Pub Date: Dec. 1st, 2010
ISBN: 978-0-307-46342-5
Publisher: Crown

The stories of a diva-in-training, a corporate lawyer and a mid-19th-century tenor are connected by Wagner’s Tristan und Isolde, in Gallaway’s ambitious debut.

On his 41st birthday, Martin, prominent attorney and music lover, watches the 9/11 catastrophe from his office in a nearby Manhattan skyscraper, walks home seven miles to Washington Heights and resolves to alter his life. In the 1860s, Lucien, son of scientist Guillaume (who’s working on an anti-aging vaccine), is taken under the wing of his Parisian neighbor, a Romanian princess. Under her patronage, Lucien develops his natural gifts as a tenor, studying with the finest teachers. Maria, born in Pittsburgh in 1960, displays remarkable talent as a soprano and is noticed by Anna, a retired diva who helps secure her admission to Juilliard on scholarship. Martin, also of Pittsburgh, and Maria are the same age, and their paths have crossed before—Maria’s parents were both employed by Martin’s father.

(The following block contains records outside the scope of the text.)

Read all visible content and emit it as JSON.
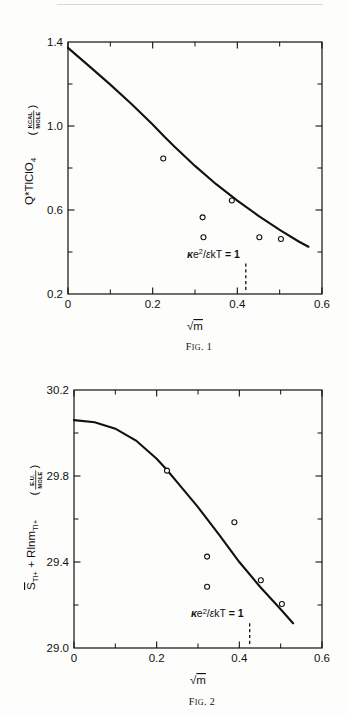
{
  "document": {
    "page_background": "#fdfdfb",
    "ink_color": "#111111"
  },
  "figures": [
    {
      "id": "fig1",
      "caption_prefix": "F",
      "caption_smallcaps": "IG",
      "caption": "FIG. 1",
      "caption_number": ". 1",
      "ylabel_main": "Q*",
      "ylabel_species": "TlClO",
      "ylabel_species_sub": "4",
      "ylabel_unit_num": "KCAL",
      "ylabel_unit_den": "MOLE",
      "xlabel": "√m",
      "annotation": "κe²/εkT = 1",
      "annotation_parts": {
        "kappa": "κ",
        "e": "e",
        "exp": "2",
        "slash": "/",
        "epsilon": "ε",
        "kT": "kT",
        "equals": "= 1"
      },
      "chart_data": {
        "type": "scatter",
        "title": "FIG. 1",
        "xlabel": "√m",
        "ylabel": "Q*TlClO4 (KCAL/MOLE)",
        "xlim": [
          0,
          0.6
        ],
        "ylim": [
          0.2,
          1.4
        ],
        "xticks": [
          0,
          0.2,
          0.4,
          0.6
        ],
        "xticklabels": [
          "0",
          "0.2",
          "0.4",
          "0.6"
        ],
        "xticks_minor": [
          0.1,
          0.3,
          0.5
        ],
        "yticks": [
          0.2,
          0.6,
          1.0,
          1.4
        ],
        "yticklabels": [
          "0.2",
          "0.6",
          "1.0",
          "1.4"
        ],
        "yticks_minor": [
          0.4,
          0.8,
          1.2
        ],
        "grid": false,
        "legend": null,
        "points": [
          {
            "x": 0.225,
            "y": 0.845
          },
          {
            "x": 0.318,
            "y": 0.565
          },
          {
            "x": 0.32,
            "y": 0.47
          },
          {
            "x": 0.387,
            "y": 0.645
          },
          {
            "x": 0.452,
            "y": 0.47
          },
          {
            "x": 0.503,
            "y": 0.462
          }
        ],
        "curve": [
          {
            "x": 0.0,
            "y": 1.372
          },
          {
            "x": 0.05,
            "y": 1.285
          },
          {
            "x": 0.1,
            "y": 1.197
          },
          {
            "x": 0.15,
            "y": 1.105
          },
          {
            "x": 0.2,
            "y": 1.007
          },
          {
            "x": 0.225,
            "y": 0.955
          },
          {
            "x": 0.25,
            "y": 0.905
          },
          {
            "x": 0.3,
            "y": 0.81
          },
          {
            "x": 0.35,
            "y": 0.723
          },
          {
            "x": 0.4,
            "y": 0.645
          },
          {
            "x": 0.45,
            "y": 0.572
          },
          {
            "x": 0.5,
            "y": 0.505
          },
          {
            "x": 0.545,
            "y": 0.45
          },
          {
            "x": 0.568,
            "y": 0.425
          }
        ],
        "annotations": [
          {
            "text": "κe²/εkT = 1",
            "x": 0.42,
            "type": "vertical-dashed-line",
            "line_ytop": 0.345,
            "line_ybottom": 0.213
          }
        ]
      }
    },
    {
      "id": "fig2",
      "caption": "FIG. 2",
      "caption_number": ". 2",
      "ylabel_sbar": "S",
      "ylabel_sbar_sub": "Tl+",
      "ylabel_mid": " + Rlnm",
      "ylabel_mid_sub": "Tl+",
      "ylabel_unit_num": "E.U.",
      "ylabel_unit_den": "MOLE",
      "xlabel": "√m",
      "annotation": "κe²/εkT = 1",
      "chart_data": {
        "type": "scatter",
        "title": "FIG. 2",
        "xlabel": "√m",
        "ylabel": "S̅Tl+ + RlnmTl+ (E.U./MOLE)",
        "xlim": [
          0,
          0.6
        ],
        "ylim": [
          29.0,
          30.2
        ],
        "xticks": [
          0,
          0.2,
          0.4,
          0.6
        ],
        "xticklabels": [
          "0",
          "0.2",
          "0.4",
          "0.6"
        ],
        "xticks_minor": [
          0.1,
          0.3,
          0.5
        ],
        "yticks": [
          29.0,
          29.4,
          29.8,
          30.2
        ],
        "yticklabels": [
          "29.0",
          "29.4",
          "29.8",
          "30.2"
        ],
        "yticks_minor": [
          29.2,
          29.6,
          30.0
        ],
        "grid": false,
        "legend": null,
        "points": [
          {
            "x": 0.225,
            "y": 29.825
          },
          {
            "x": 0.322,
            "y": 29.425
          },
          {
            "x": 0.322,
            "y": 29.285
          },
          {
            "x": 0.388,
            "y": 29.585
          },
          {
            "x": 0.452,
            "y": 29.315
          },
          {
            "x": 0.503,
            "y": 29.205
          }
        ],
        "curve": [
          {
            "x": 0.0,
            "y": 30.06
          },
          {
            "x": 0.05,
            "y": 30.05
          },
          {
            "x": 0.1,
            "y": 30.02
          },
          {
            "x": 0.15,
            "y": 29.965
          },
          {
            "x": 0.2,
            "y": 29.88
          },
          {
            "x": 0.225,
            "y": 29.828
          },
          {
            "x": 0.25,
            "y": 29.77
          },
          {
            "x": 0.3,
            "y": 29.655
          },
          {
            "x": 0.35,
            "y": 29.53
          },
          {
            "x": 0.4,
            "y": 29.4
          },
          {
            "x": 0.45,
            "y": 29.285
          },
          {
            "x": 0.5,
            "y": 29.18
          },
          {
            "x": 0.53,
            "y": 29.115
          }
        ],
        "annotations": [
          {
            "text": "κe²/εkT = 1",
            "x": 0.425,
            "type": "vertical-dashed-line",
            "line_ytop": 29.115,
            "line_ybottom": 29.012
          }
        ]
      }
    }
  ]
}
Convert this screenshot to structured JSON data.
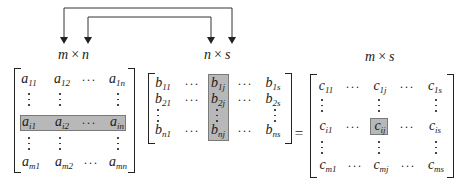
{
  "dimensions": {
    "a": {
      "left": "m",
      "op": "×",
      "right": "n"
    },
    "b": {
      "left": "n",
      "op": "×",
      "right": "s"
    },
    "c": {
      "left": "m",
      "op": "×",
      "right": "s"
    }
  },
  "matrix_a": {
    "row1": [
      {
        "v": "a",
        "s": "11"
      },
      {
        "v": "a",
        "s": "12"
      },
      {
        "dots": "···"
      },
      {
        "v": "a",
        "s": "1n"
      }
    ],
    "rowi": [
      {
        "v": "a",
        "s": "i1"
      },
      {
        "v": "a",
        "s": "i2"
      },
      {
        "dots": "···"
      },
      {
        "v": "a",
        "s": "in"
      }
    ],
    "rowm": [
      {
        "v": "a",
        "s": "m1"
      },
      {
        "v": "a",
        "s": "m2"
      },
      {
        "dots": "···"
      },
      {
        "v": "a",
        "s": "mn"
      }
    ],
    "highlight": "row i"
  },
  "matrix_b": {
    "row1": [
      {
        "v": "b",
        "s": "11"
      },
      {
        "dots": "···"
      },
      {
        "v": "b",
        "s": "1j"
      },
      {
        "dots": "···"
      },
      {
        "v": "b",
        "s": "1s"
      }
    ],
    "row2": [
      {
        "v": "b",
        "s": "21"
      },
      {
        "dots": "···"
      },
      {
        "v": "b",
        "s": "2j"
      },
      {
        "dots": "···"
      },
      {
        "v": "b",
        "s": "2s"
      }
    ],
    "rown": [
      {
        "v": "b",
        "s": "n1"
      },
      {
        "dots": "···"
      },
      {
        "v": "b",
        "s": "nj"
      },
      {
        "dots": "···"
      },
      {
        "v": "b",
        "s": "ns"
      }
    ],
    "highlight": "column j"
  },
  "matrix_c": {
    "row1": [
      {
        "v": "c",
        "s": "11"
      },
      {
        "dots": "···"
      },
      {
        "v": "c",
        "s": "1j"
      },
      {
        "dots": "···"
      },
      {
        "v": "c",
        "s": "1s"
      }
    ],
    "rowi": [
      {
        "v": "c",
        "s": "i1"
      },
      {
        "dots": "···"
      },
      {
        "v": "c",
        "s": "ij"
      },
      {
        "dots": "···"
      },
      {
        "v": "c",
        "s": "is"
      }
    ],
    "rowm": [
      {
        "v": "c",
        "s": "m1"
      },
      {
        "dots": "···"
      },
      {
        "v": "c",
        "s": "mj"
      },
      {
        "dots": "···"
      },
      {
        "v": "c",
        "s": "ms"
      }
    ],
    "highlight": "cell ij"
  },
  "equals": "=",
  "colors": {
    "highlight_fill": "#b8b8b8",
    "highlight_border": "#7a7a7a",
    "ink": "#1a1a1a"
  }
}
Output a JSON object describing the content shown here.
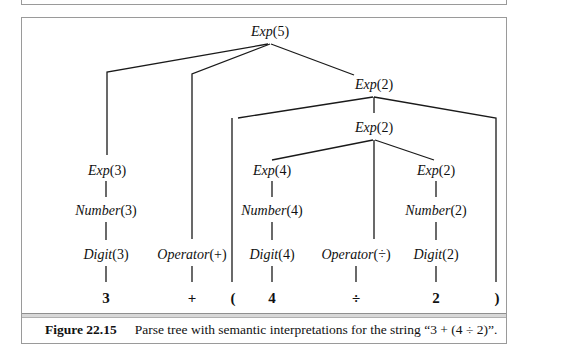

Both children were adopted and, on the verge of adulthood, lost their parents in fluky, fiery accidents. The three protagonists' lives are all touched, integrally and/or peripherally, by Wagner’s Tristan. Lucien debuts as Tristan when mad King Ludwig of Bavaria bankrolls a production of the dissonant opera that Paris considered too outrageous. Martin purchases the house of a reclusive tenor, Leo Metropolis, whom he had seen perform as Tristan. Metropolis crops up to give Maria career-transforming advice. After Eduard, Lucien’s lover, kills himself because the Hapsburg emperor condemns his architectural masterpiece, Lucien returns to Paris, only to suffer at the caprice of another emperor, Louis-Napoléon, who orders a human trial of Guillaume’s vaccine. Lucien joins his father as a guinea pig to test the highly toxic potion. Only one will survive—for a long, long time. Easily overlooked details present, upon review, a pleasingly intricate puzzle, but the novel’s cerebral tone, didactic digressions and rote characterizations often make for arduous reading.

A promising but belabored start. The three story lines mesh only when forced.